Christopher R. Beha discusses a recent article (subscription required) he had written for Harper’s Magazine in which he considers three publications, written by authors he classifies as the “New New Atheists.” He explains that they differ from New Atheists, such Richard Dawkins, in that they assume there is no God but spend their time considering how the benefits of religion, such as community, fit in a secular world. Beha reflects on the New New Atheists and his own lack of belief:

The New New Atheists tend not to take up the question of God’s existence, which they take for granted as settled in the negative. Instead, they seek to salvage what is lost when belief erodes, concerning themselves with what atheists ought to believe and do in religion’s stead. Botton, for instance, asks how the benefits of faith—a sense of community, a sense of wonder—might be found in the secular, while Harris addresses what might be the most vexing problem facing atheists: how morality is possible without God. Only Rosenberg—a philosopher at Duke with a predictable commitment to rigor—insists that doing away with religion means doing away with most of what comes with it: a sense of order in the universe, the hope that life has some inherent meaning, even the belief in free will. If it’s true, as Rosenberg insists in contradiction of Harris and Botton, that we can’t have the benefits of belief without belief itself, this raises another question. Setting aside matters of truth and falsehood, are we not better off believing? Broadly speaking, atheists seem to fall into two camps on this matter. There are disappointed disbelievers, those who would like to believe in God but find themselves unable. Then there are those who find the very idea of such a being to be an outrage. Among the latter camp, Christopher Hitchens famously compared God to Kim Jong Il, ruling the universe like his own North Korea. We ought to count ourselves lucky, Hitchens said, that such an entity does not exist outside the human imagination, because the only appropriate response to it would be fury and rebellion.

I happen to count myself among the disappointed disbelievers, which is why I was interested in the attempts of Harris and Botton to salvage some religious splendor for the secularists. So I was only more disappointed to find Rosenberg’s insistence that such efforts were hopeless far more convincing than the efforts themselves. During an email exchange with Rosenberg, I asked him which camp of atheists he fell into. His response acknowledged my impulse: “There is . . . in us all the hankering for a satisfactory narrative to make ‘life, the universe and everything’ (in Douglas Adams’s words) hang together in a meaningful way. When people disbelieve in God and see no alternative, they often find themselves wishing they could believe, since now they have an itch and no way to scratch it.”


▶ TO DO
Copy out each line of the material in which the word "item" can be found.
__________________________________________________
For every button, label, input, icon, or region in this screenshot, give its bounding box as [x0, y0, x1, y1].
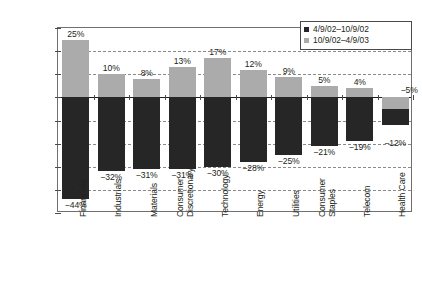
bar-segment-period-1 — [346, 97, 373, 141]
bar-slot — [346, 28, 373, 211]
value-label-period-2: 5% — [318, 75, 330, 85]
x-axis-category-label: Materials — [150, 183, 160, 217]
bar-segment-period-1 — [98, 97, 125, 171]
x-axis-tick-mark — [342, 95, 343, 100]
x-axis-category-label: Energy — [256, 190, 266, 217]
y-axis-tick-mark — [55, 97, 61, 98]
y-axis-tick-mark — [55, 144, 61, 145]
y-axis-tick-mark — [55, 190, 61, 191]
legend-item-1: 10/9/02–4/9/03 — [304, 35, 408, 46]
value-label-period-2: 8% — [141, 68, 153, 78]
bar-segment-period-2 — [275, 77, 302, 98]
value-label-period-1: −19% — [349, 142, 371, 152]
bar-segment-period-2 — [240, 70, 267, 98]
x-axis-category-label: Industrials — [114, 179, 124, 217]
bar-segment-period-2 — [169, 67, 196, 97]
bar-segment-period-2 — [133, 79, 160, 98]
x-axis-category-label: Telecom — [363, 186, 373, 217]
x-axis-tick-mark — [129, 95, 130, 100]
bar-chart: 30.0%20.0%10.0%0.0%−10.0%−20.0%−30.0%−40… — [0, 0, 422, 285]
bar-segment-period-2 — [382, 97, 409, 109]
x-axis-tick-mark — [94, 95, 95, 100]
x-axis-category-label: Technology — [221, 175, 231, 217]
bar-segment-period-2 — [346, 88, 373, 97]
value-label-period-2: 12% — [245, 59, 262, 69]
legend-item-0: 4/9/02–10/9/02 — [304, 24, 408, 35]
chart-legend: 4/9/02–10/9/02 10/9/02–4/9/03 — [300, 21, 412, 50]
y-axis-tick-mark — [55, 51, 61, 52]
plot-area: 25%−44%10%−32%8%−31%13%−31%17%−30%12%−28… — [57, 27, 412, 212]
value-label-period-2: 13% — [174, 56, 191, 66]
x-axis-tick-mark — [413, 95, 414, 100]
bar-segment-period-2 — [311, 86, 338, 98]
value-label-period-2: 10% — [103, 63, 120, 73]
x-axis-tick-mark — [165, 95, 166, 100]
value-label-period-1: −21% — [313, 147, 335, 157]
x-axis-category-label: Financials — [79, 179, 89, 217]
legend-label-0: 4/9/02–10/9/02 — [313, 24, 369, 35]
value-label-period-2: 4% — [354, 77, 366, 87]
value-label-period-1: −28% — [242, 163, 264, 173]
x-axis-tick-mark — [307, 95, 308, 100]
bar-slot — [275, 28, 302, 211]
legend-swatch-dark-icon — [304, 27, 309, 32]
x-axis-tick-mark — [200, 95, 201, 100]
y-axis-tick-mark — [55, 28, 61, 29]
bar-segment-period-1 — [311, 97, 338, 146]
y-axis-tick-mark — [55, 121, 61, 122]
bar-segment-period-1 — [133, 97, 160, 169]
bar-segment-period-1 — [240, 97, 267, 162]
legend-swatch-light-icon — [304, 38, 309, 43]
x-axis-category-label: ConsumerStaples — [318, 178, 337, 217]
bar-segment-period-1 — [169, 97, 196, 169]
value-label-period-1: −31% — [136, 170, 158, 180]
value-label-period-2: 25% — [67, 29, 84, 39]
y-axis-tick-mark — [55, 213, 61, 214]
bar-segment-period-2 — [204, 58, 231, 97]
bar-segment-period-2 — [62, 40, 89, 98]
x-axis-category-label: ConsumerDiscretionary — [176, 168, 195, 217]
y-axis-tick-mark — [55, 74, 61, 75]
value-label-period-2: 9% — [283, 66, 295, 76]
x-axis-tick-mark — [236, 95, 237, 100]
x-axis-tick-mark — [378, 95, 379, 100]
x-axis-category-label: Health Care — [398, 172, 408, 217]
bar-slot — [240, 28, 267, 211]
x-axis-tick-mark — [271, 95, 272, 100]
bar-segment-period-2 — [98, 74, 125, 97]
value-label-period-1: −25% — [278, 156, 300, 166]
y-axis-tick-mark — [55, 167, 61, 168]
legend-label-1: 10/9/02–4/9/03 — [313, 35, 369, 46]
bar-segment-period-1 — [204, 97, 231, 166]
value-label-period-2: −5% — [401, 85, 418, 95]
x-axis-category-label: Utilities — [292, 190, 302, 217]
value-label-period-1: −12% — [384, 138, 406, 148]
value-label-period-2: 17% — [209, 47, 226, 57]
bar-segment-period-1 — [275, 97, 302, 155]
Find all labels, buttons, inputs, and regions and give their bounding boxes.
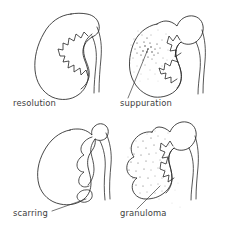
__________________________________________________
▶ TASK SOLUTION
legend-item-1: 10/9/02–4/9/03 — [304, 35, 408, 46]
legend-item-0: 4/9/02–10/9/02 — [304, 24, 408, 35]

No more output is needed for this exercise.